MADRID.-Spanish auction house Durán sold 80 engravings from the collection "Los Desastres de la Guerra" (The Disasters of War) made by Francisco de Goya for US $111.000. The engravings were published by the Real Academia de San Fernando in 1863.

In the 1810s, Goya created a set of aquatint prints titled The Disasters of War (Los desastres de la guerra) which depict scenes from the Peninsular War. The scenes are singularly disturbing, sometimes macabre in their depiction of battlefield horror, and represent an outraged conscience in the face of death and destruction. The prints were not published until 1863, 35 years after Goya's death.

Like other Spanish liberals, Goya was personally placed in a difficult position by the French invasion. He had supported the initial aims of the French Revolution, and hoped for a similar development in Spain. Several of his friends, like the poets Juan Meléndez Valdés and Leandro Fernández de Moratín, were overt Afrancesados, the term for the supporters – collaborators in the view of many – of Joseph Bonaparte. Goya's 1798 portrait of the French ambassador-turned-commandant Ferdinand Guillemardet betrays a personal admiration. Yet while maintaining his position as court painter, for which an oath of loyalty to Joseph was necessary, Goya had by nature an instinctive dislike of authority. He witnessed the subjugation of his countrymen by the French troops. During these years he painted little, although the experiences of the occupation provided inspiration for drawings that would form the basis for his prints The Disasters of War (Los desastres de la guerra).
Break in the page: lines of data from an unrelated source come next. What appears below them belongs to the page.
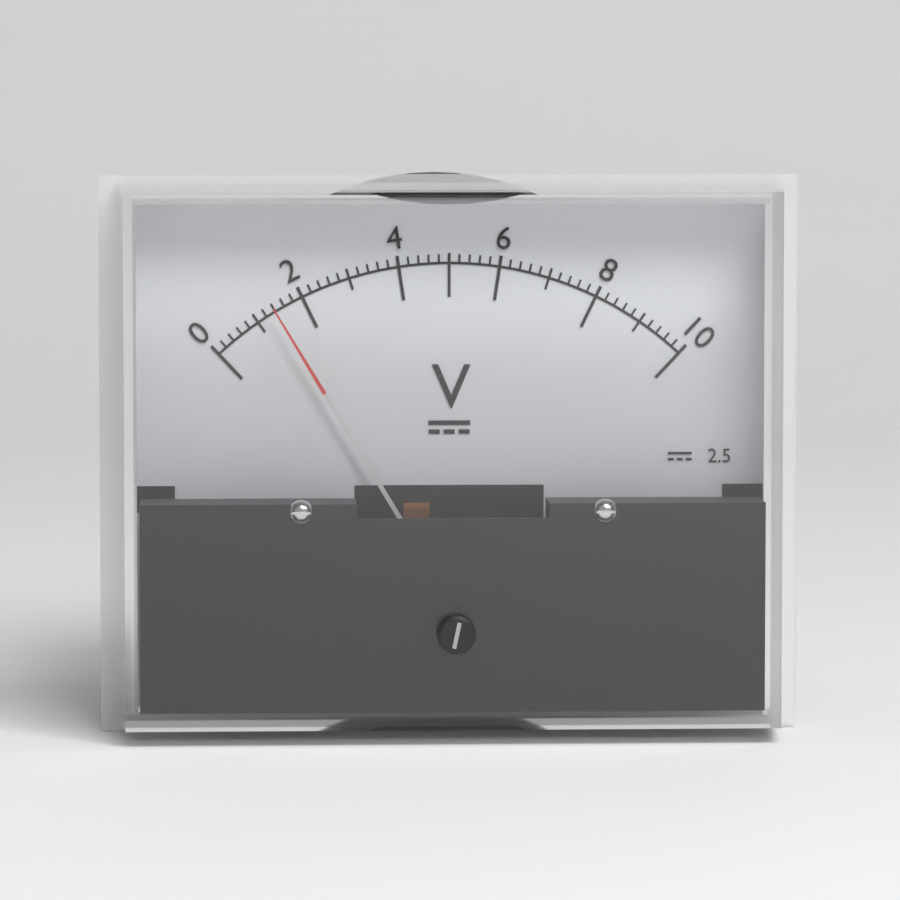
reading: 1.4 V
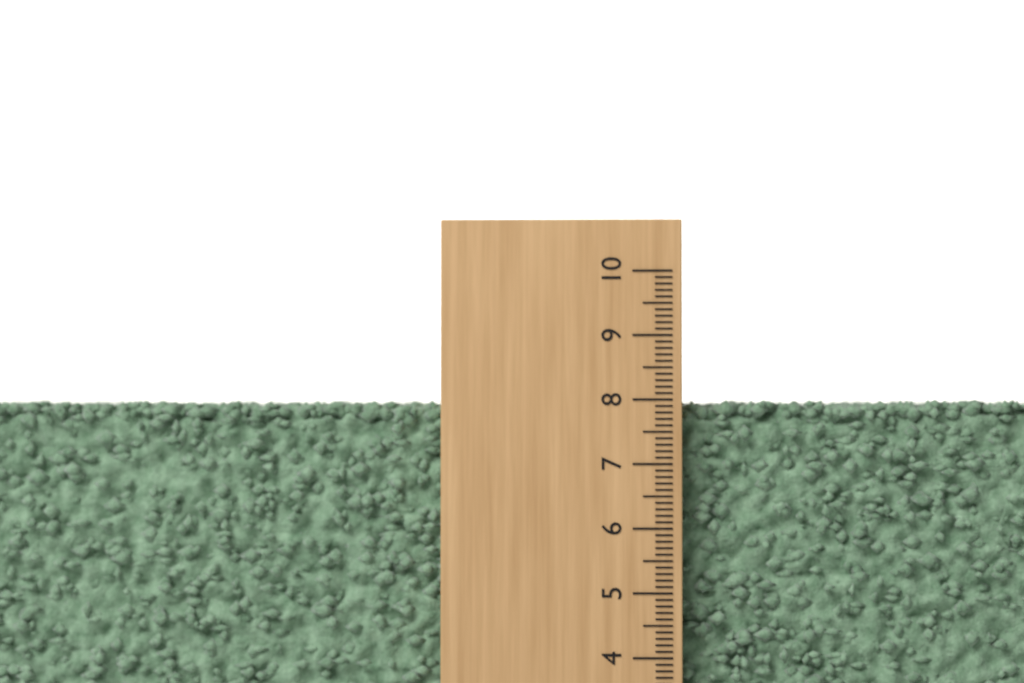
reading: 8.0 (no unit)
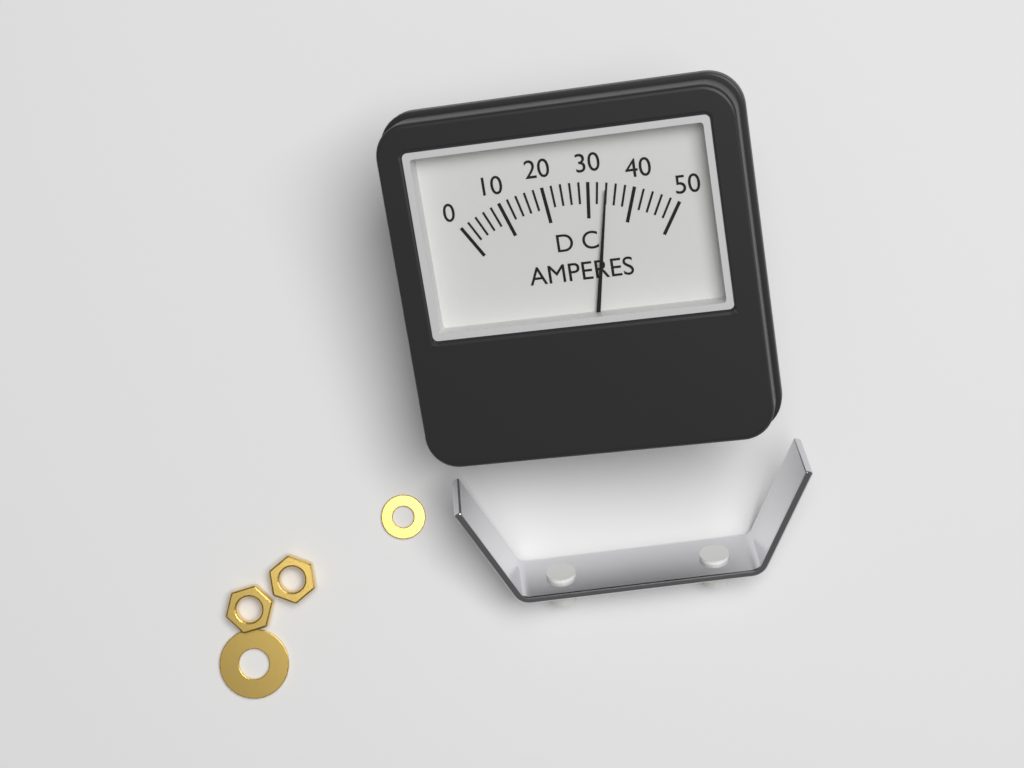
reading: 34 A
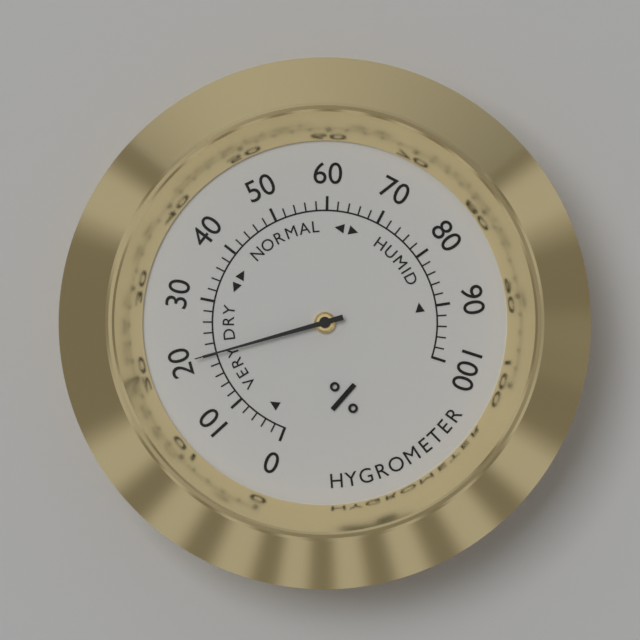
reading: 20 %
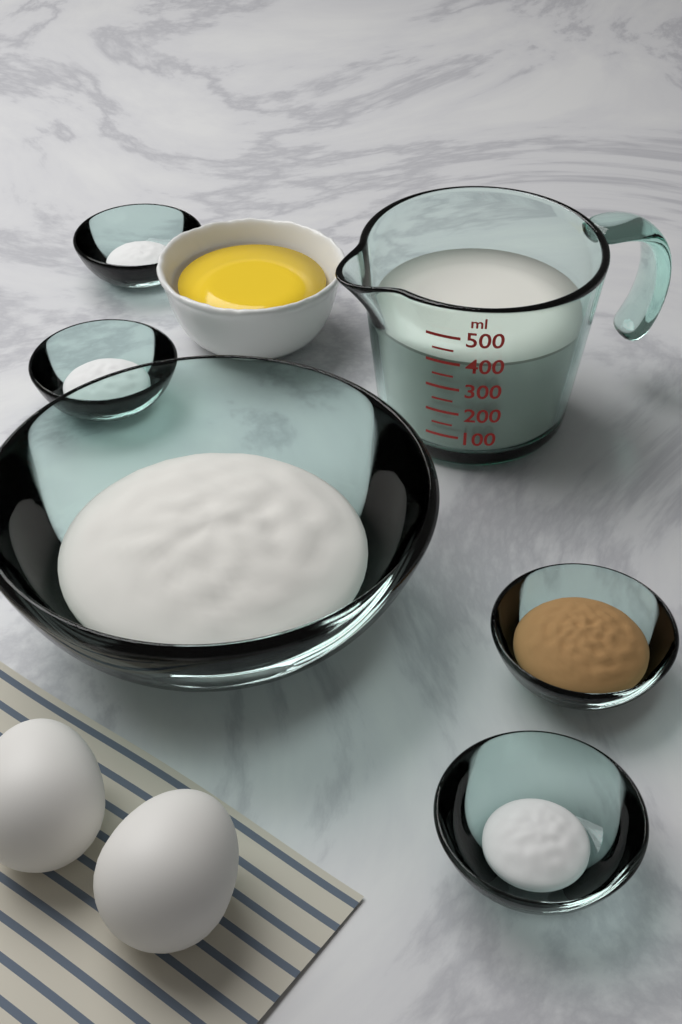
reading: 400 ml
Francisco José de Goya y Lucientes was an Aragonese Spanish painter and printmaker. Goya was a court painter to the Spanish Crown and a chronicler of history. He has been regarded both as the last of the Old Masters and as the first of the moderns. The subversive and subjective element in his art, as well as his bold handling of paint, provided a model for the work of later generations of artists, notably Manet and Picasso.